After the emigrant has selected a proper location, his next object is to choose the best situation to build his shanty, and chop his first fallow. Most settlers like to commence as near as possible to the concession-line or public road; but sometimes the vicinity of a stream of water or good spring is preferred. In fact, circumstances must, in some measure, guide them in their choice.

The best time of the year to commence operations is early in September. The weather is then moderately warm and pleasant, and there are no flies in the Bush to annoy you.

A log shanty, twenty-four feet long by sixteen, is large enough to begin with, and should be roofed either with shingles or troughs. A small cellar should be dug near the fire-place, commodious enough to hold twenty or thirty bushels of potatoes, a barrel or two of pork, &c.

As soon as your shanty is completed, measure off as many acres as you intend to chop during the winter, and mark the boundaries by blazing the trees on each side.

The next operation is to cut down all the small trees and brush—this is called under-brushing. The rule is to cut everything close to the ground from the diameter of six inches downwards.

There are two modes of piling, either in heaps or in wind-rows. If your fallow is full of evergreens, such as hemlock, pine, balsam, cedar, and such description of timber, then I should say wind-rows are the best; but when the timber is deciduous, heaps are better.

The brush should be carefully piled and laid all one way, by which means it packs closer and burns better. The regular price for underbrushing hard-wood land, and cutting up-all the old fallen timber—which is always considered a part of the underbrushing—is one dollar per acre, and board. Rough land and swamp vary from seven shillings and sixpence to ten shillings. Your under-brush should be all cut and piled by the end of November, before the snow falls to the depth of four inches, for after that it would be both difficult and tedious.

The chopping now begins, and may be followed without any interruption until the season for sugar-making commences. The heads of the trees should be thrown upon the heaps or wind-rows. A skilful chopper will scarcely ever miss a heap when felling the timber, besides it saves a great deal of labour in piling the limbs.

The trunks of the trees must be cut into lengths, from fourteen to sixteen feet, according to the size of the timber. Now and then a large maple or beech, when felled, may be left without cutting up, with the exception of the top, which is called a plan-heap, and is left to log against: this is only done when the tree is too large to be cut through easily with the axe.

All timber fit for making rails should be left in double and treble lengths, as it is less likely to burn.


*EXERCISE BRIEF:* In the entries that follow, locate the line with "UI element localization: list", then restate that line and all later lines exactly as they appear, leaving pictures out.

____

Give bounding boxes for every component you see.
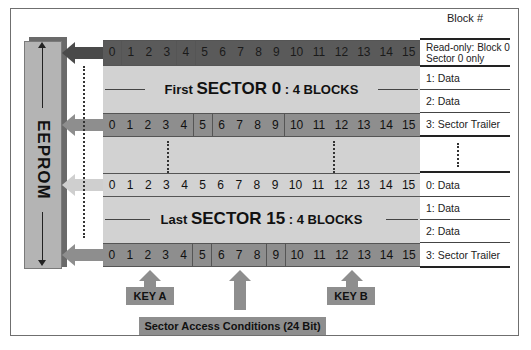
byte-index: 6 xyxy=(214,41,232,65)
sector15-block0-bytes: 0123456789 101112131415 xyxy=(103,173,420,197)
arrow-left-icon-block0 xyxy=(62,42,103,64)
continuation-dots xyxy=(457,143,459,167)
sector0-data-area: First SECTOR 0 : 4 BLOCKS xyxy=(103,66,420,113)
sector0-trailer-bytes: 01234 5 6789 101112131415 xyxy=(103,113,420,137)
byte-index: 3 xyxy=(158,41,176,65)
byte-index: 7 xyxy=(232,41,250,65)
block-label-sector15-block3: 3: Sector Trailer xyxy=(420,243,510,268)
byte-index: 1 xyxy=(121,41,140,65)
key-b-label: KEY B xyxy=(327,287,375,305)
eeprom-label: EEPROM xyxy=(24,110,62,210)
byte-index: 10 xyxy=(285,41,307,65)
eeprom-down-arrow-icon xyxy=(38,260,46,266)
byte-index: 4 xyxy=(176,41,195,65)
continuation-dots xyxy=(83,66,85,238)
omitted-sectors-area xyxy=(103,137,420,173)
continuation-dots xyxy=(167,141,169,173)
block-label-sector0-block1: 1: Data xyxy=(420,67,510,90)
byte-index: 11 xyxy=(308,41,330,65)
sector0-block0-bytes: 0 1 2 3 4 5 6 7 8 9 10 11 12 13 14 15 xyxy=(103,40,420,66)
access-conditions-label: Sector Access Conditions (24 Bit) xyxy=(139,317,326,335)
block-label-sector0-block0: Read-only: Block 0 Sector 0 only xyxy=(420,40,510,67)
eeprom-up-arrow-icon xyxy=(38,42,46,48)
byte-index: 15 xyxy=(397,41,419,65)
block-label-sector15-block1: 1: Data xyxy=(420,197,510,220)
byte-index: 2 xyxy=(140,41,158,65)
byte-index: 13 xyxy=(353,41,375,65)
byte-index: 14 xyxy=(375,41,397,65)
sector15-title: Last SECTOR 15 : 4 BLOCKS xyxy=(103,209,420,229)
continuation-dots xyxy=(333,141,335,173)
block-label-sector15-block0: 0: Data xyxy=(420,173,510,197)
block-label-gap xyxy=(420,137,510,173)
block-label-sector0-block2: 2: Data xyxy=(420,90,510,113)
sector15-trailer-bytes: 01234 5 678 9 101112131415 xyxy=(103,243,420,267)
byte-index: 8 xyxy=(250,41,268,65)
block-label-sector15-block2: 2: Data xyxy=(420,220,510,243)
arrow-left-icon-trailer15 xyxy=(62,244,103,266)
byte-index: 0 xyxy=(103,41,121,65)
key-a-label: KEY A xyxy=(126,287,174,305)
byte-index: 5 xyxy=(195,41,214,65)
byte-index: 12 xyxy=(330,41,352,65)
block-label-sector0-block3: 3: Sector Trailer xyxy=(420,113,510,137)
sector15-data-area: Last SECTOR 15 : 4 BLOCKS xyxy=(103,197,420,243)
block-number-header: Block # xyxy=(420,12,510,24)
sector0-title: First SECTOR 0 : 4 BLOCKS xyxy=(103,79,420,99)
eeprom-down-arrow-line xyxy=(42,212,43,262)
eeprom-up-arrow-line xyxy=(42,44,43,108)
byte-index: 9 xyxy=(267,41,285,65)
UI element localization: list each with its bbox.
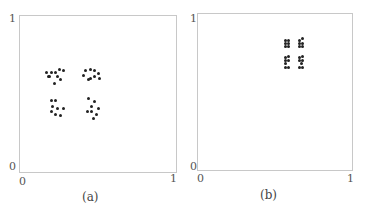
data-point <box>97 72 100 75</box>
x-tick-1: 1 <box>347 173 354 184</box>
y-tick-1: 1 <box>190 13 197 24</box>
data-point <box>50 99 53 102</box>
data-point <box>45 71 48 74</box>
y-tick-0: 0 <box>190 161 197 172</box>
panel-b: 1 0 0 1 (b) <box>0 0 368 211</box>
plot-area-b <box>197 13 353 171</box>
data-point <box>89 68 92 71</box>
data-point <box>301 66 304 69</box>
data-point <box>95 113 98 116</box>
data-point <box>86 110 89 113</box>
data-point <box>58 68 61 71</box>
data-point <box>98 77 101 80</box>
data-point <box>50 71 53 74</box>
data-point <box>50 110 53 113</box>
data-point <box>90 110 93 113</box>
data-point <box>53 82 56 85</box>
x-tick-0: 0 <box>197 173 204 184</box>
caption-b: (b) <box>260 188 277 202</box>
data-point <box>56 107 59 110</box>
data-point <box>62 107 65 110</box>
data-point <box>97 107 100 110</box>
data-point <box>301 55 304 58</box>
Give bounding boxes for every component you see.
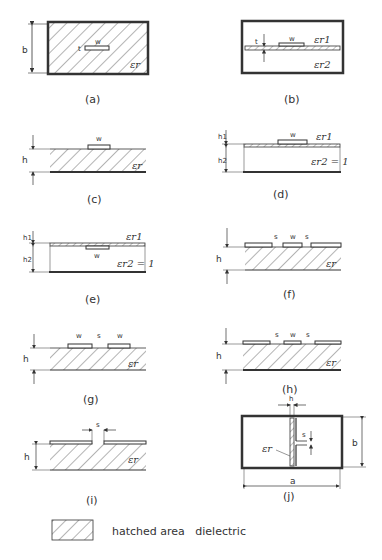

____

*TASK RESPONSE:*
UI element localization: list each with its bbox.
data-point <box>97 72 100 75</box>
x-tick-1: 1 <box>347 173 354 184</box>
y-tick-1: 1 <box>190 13 197 24</box>
data-point <box>50 99 53 102</box>
data-point <box>45 71 48 74</box>
y-tick-0: 0 <box>190 161 197 172</box>
panel-b: 1 0 0 1 (b) <box>0 0 368 211</box>
plot-area-b <box>197 13 353 171</box>
data-point <box>89 68 92 71</box>
data-point <box>301 66 304 69</box>
data-point <box>95 113 98 116</box>
data-point <box>86 110 89 113</box>
data-point <box>58 68 61 71</box>
data-point <box>98 77 101 80</box>
data-point <box>50 71 53 74</box>
data-point <box>50 110 53 113</box>
data-point <box>90 110 93 113</box>
data-point <box>53 82 56 85</box>
x-tick-0: 0 <box>197 173 204 184</box>
caption-b: (b) <box>260 188 277 202</box>
data-point <box>56 107 59 110</box>
data-point <box>62 107 65 110</box>
data-point <box>97 107 100 110</box>
data-point <box>301 55 304 58</box>
Give bounding boxes for every component you see.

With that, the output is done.